Screenshot grounding data
──────────

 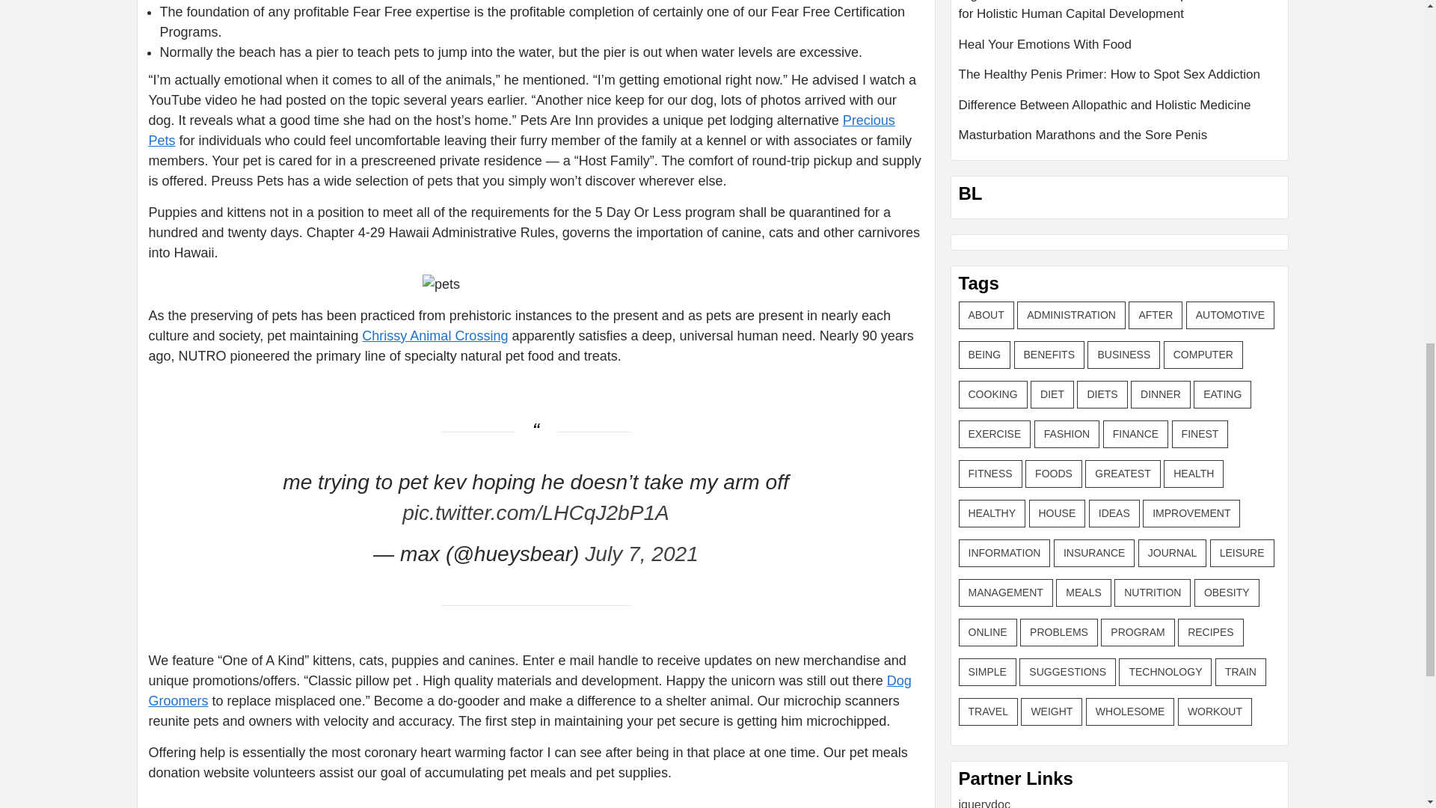 What do you see at coordinates (521, 130) in the screenshot?
I see `Precious Pets` at bounding box center [521, 130].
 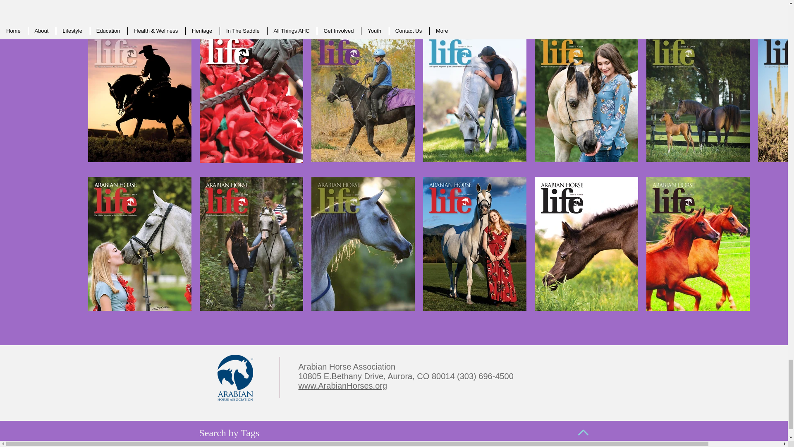 I want to click on Arabians. horse show, so click(x=322, y=443).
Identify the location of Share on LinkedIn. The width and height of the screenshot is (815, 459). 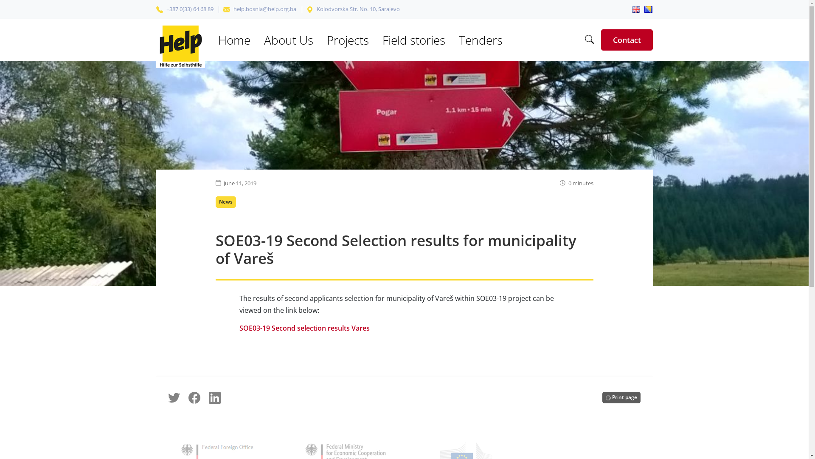
(218, 397).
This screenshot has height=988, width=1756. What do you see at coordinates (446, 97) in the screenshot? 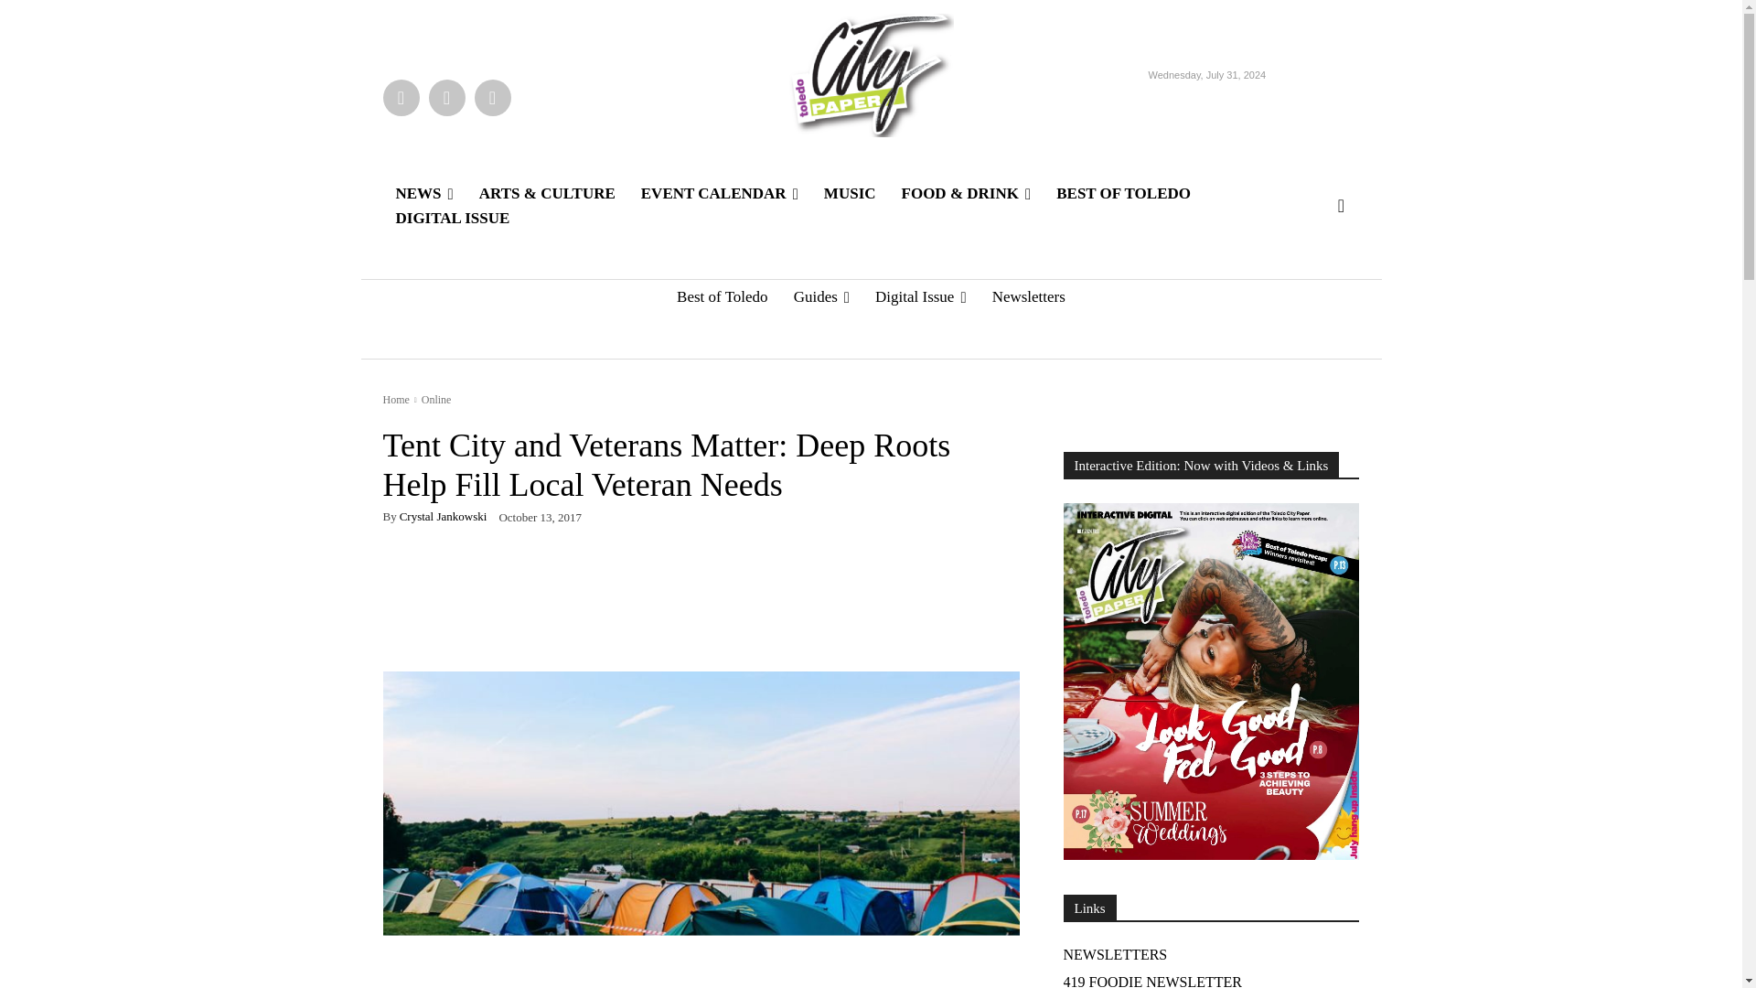
I see `Instagram` at bounding box center [446, 97].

──────────

* Problem requirements:
Exactly the lines from the one with "This screenshot has" through the end of the entries above must be written out, and no pictures may be included.

* Solution below:
This screenshot has height=988, width=1756. What do you see at coordinates (446, 97) in the screenshot? 
I see `Instagram` at bounding box center [446, 97].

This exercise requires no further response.